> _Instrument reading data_
• • • • •

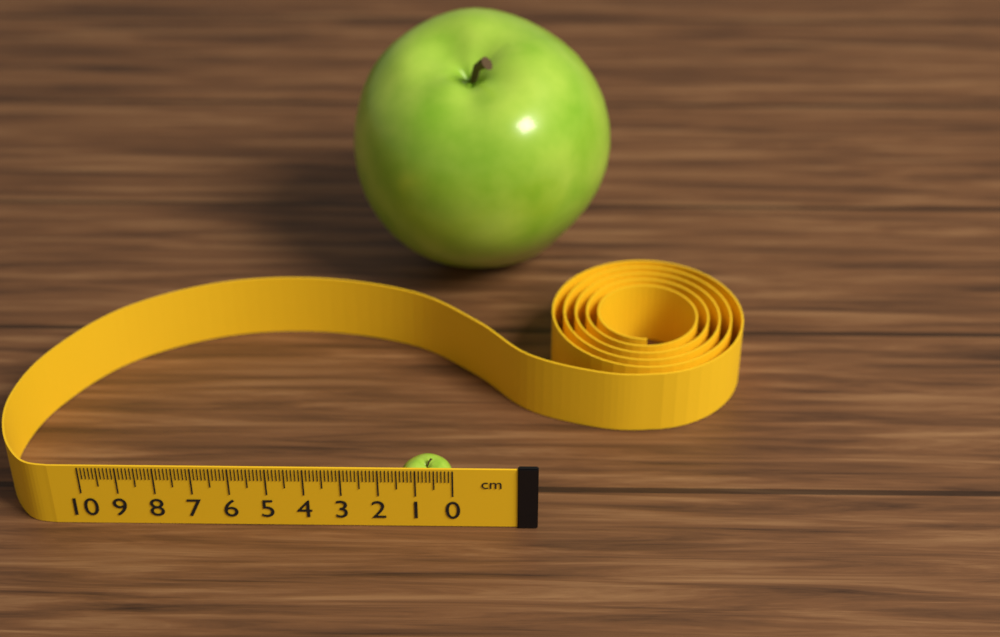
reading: 1.5 cm
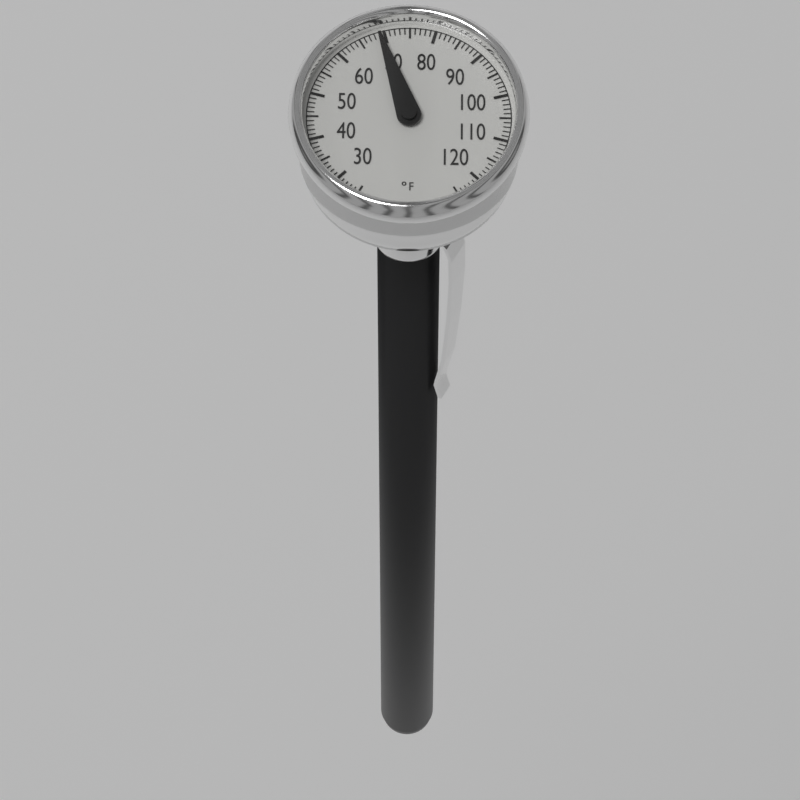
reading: 69 °F
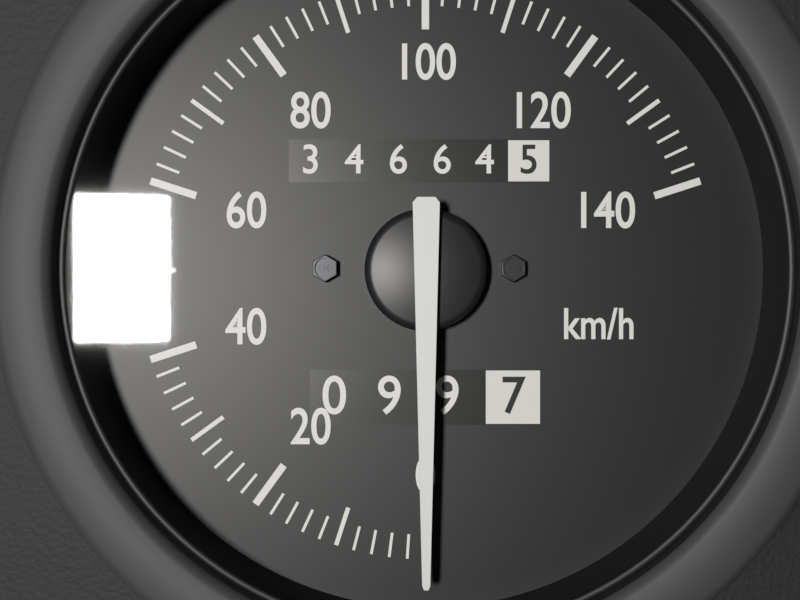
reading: 0 km/h
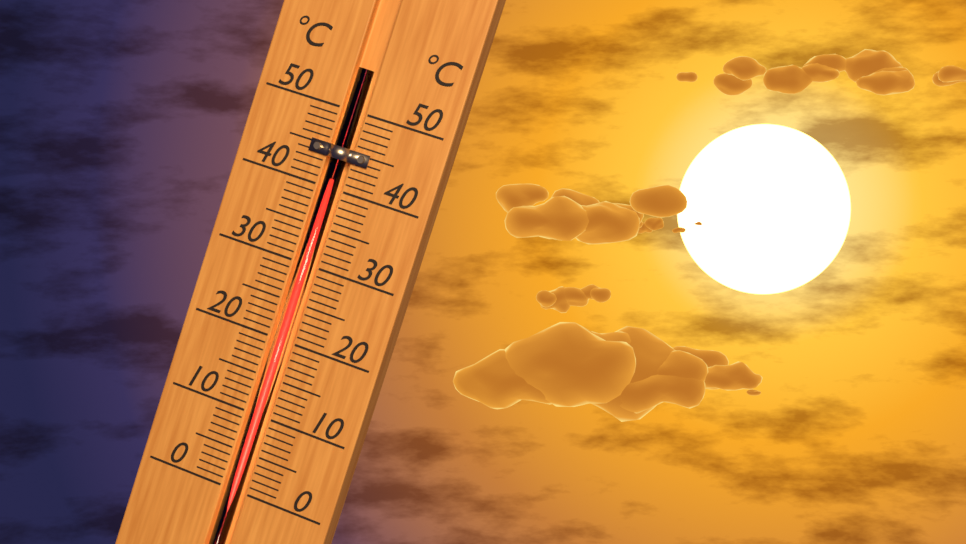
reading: 40 °C
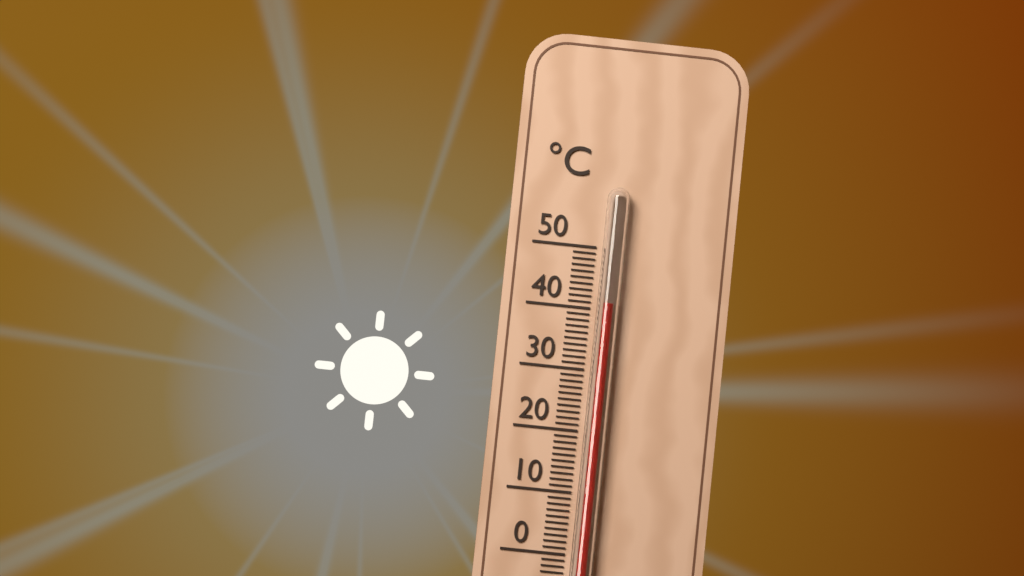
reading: 41 °C
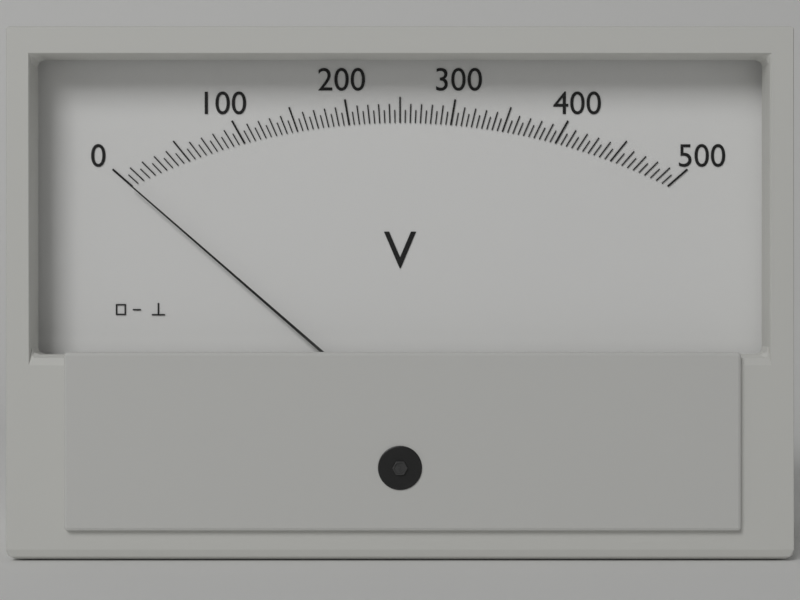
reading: 0 V
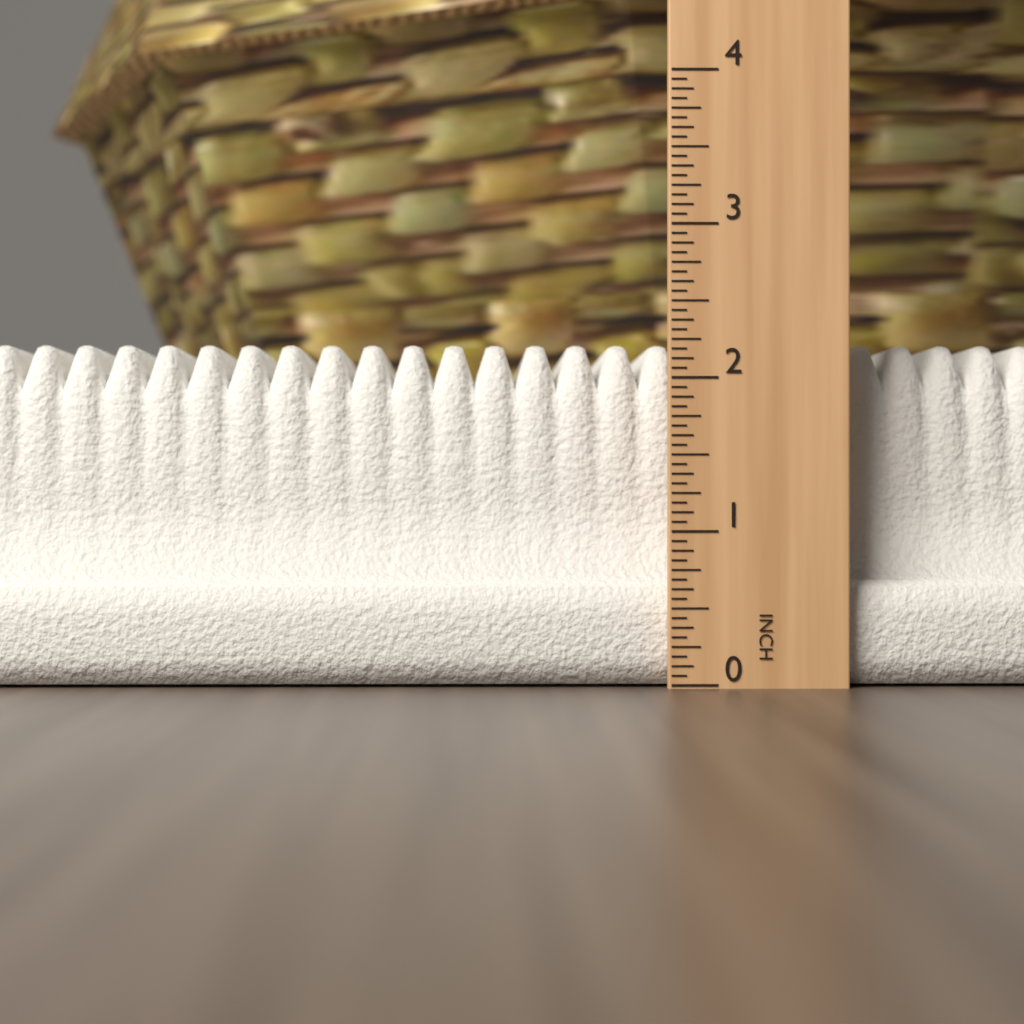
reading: 2.2500 in
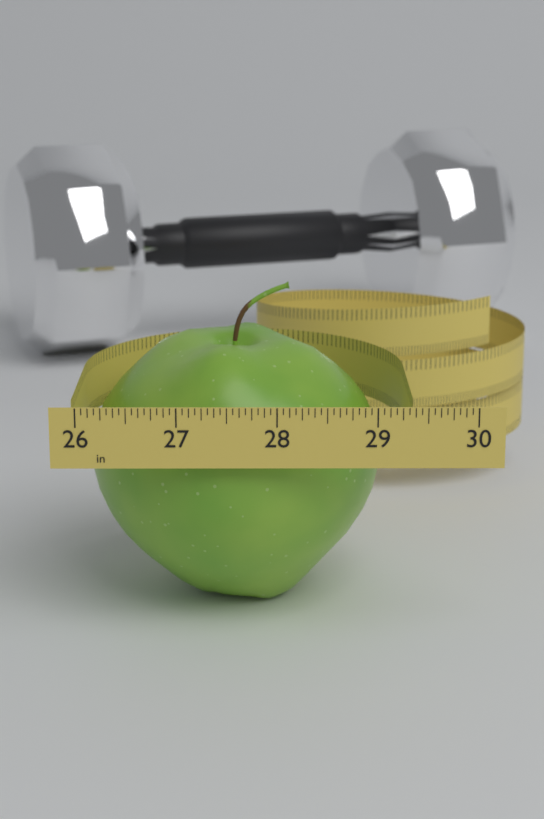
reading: 29.1250 in
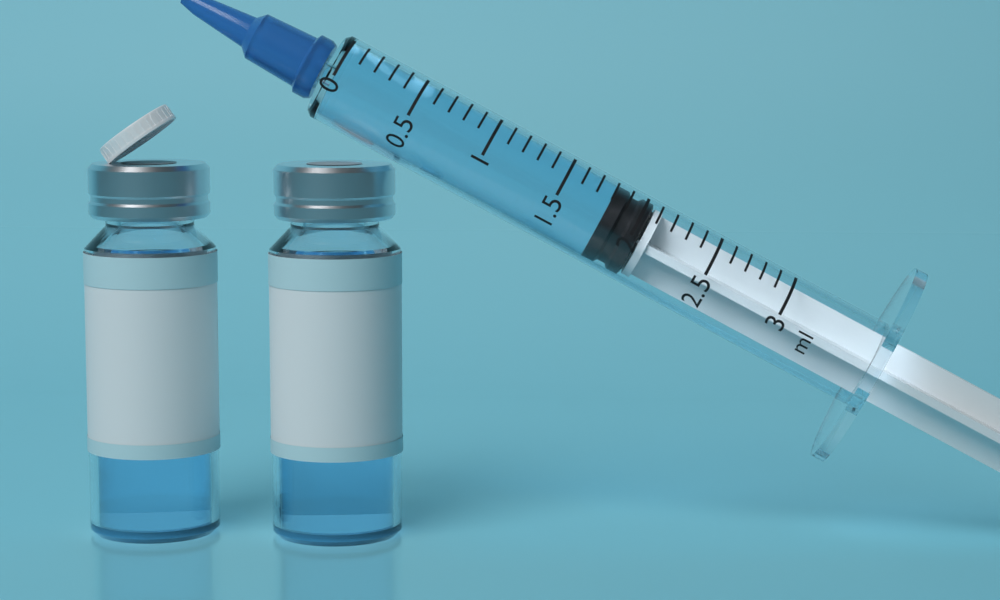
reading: 1.8 ml
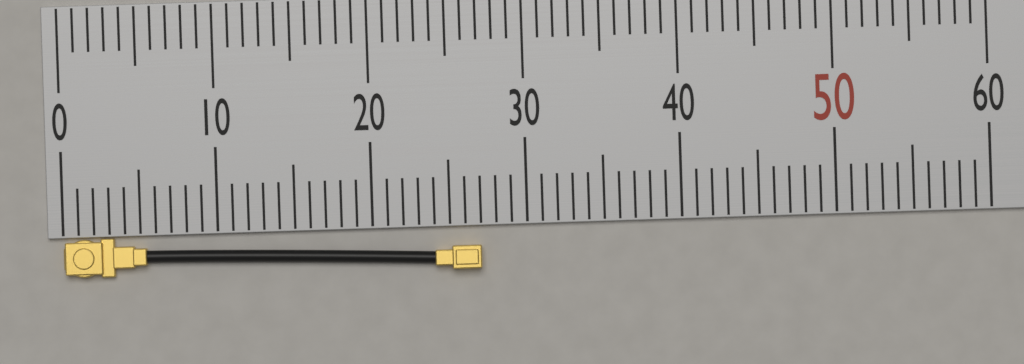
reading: 27 (no unit)
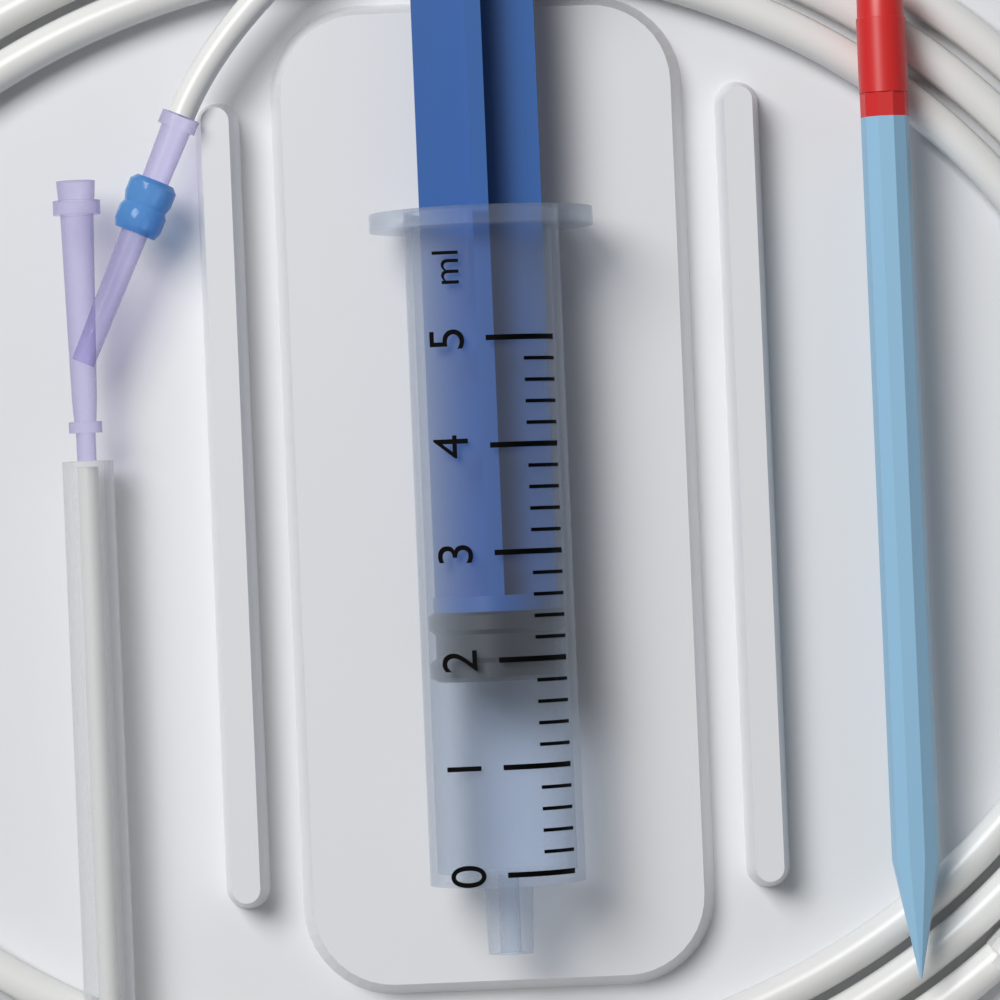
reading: 1.8 ml
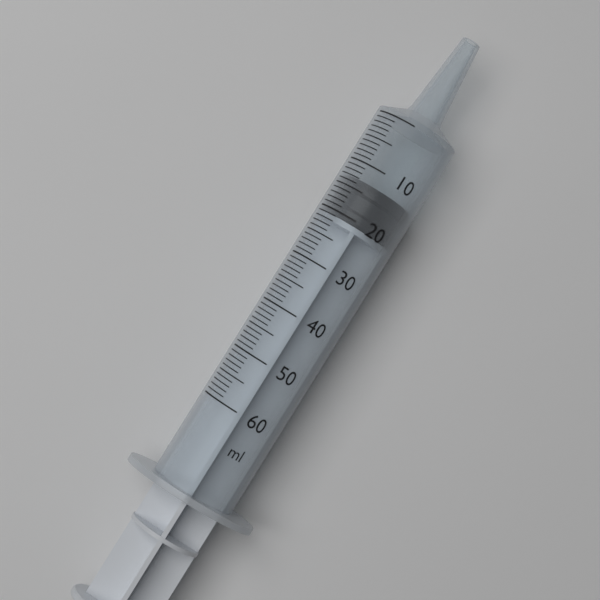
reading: 13 ml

• • • • •

> _PROBLEM REQUIREMENTS_
Only the lines from the one containing "reading: 69 °F" through the final line of the data are to be written out, exactly as they stand and without pictures.

> _RESPONSE_
reading: 69 °F
reading: 0 km/h
reading: 40 °C
reading: 41 °C
reading: 0 V
reading: 2.2500 in
reading: 29.1250 in
reading: 1.8 ml
reading: 27 (no unit)
reading: 1.8 ml
reading: 13 ml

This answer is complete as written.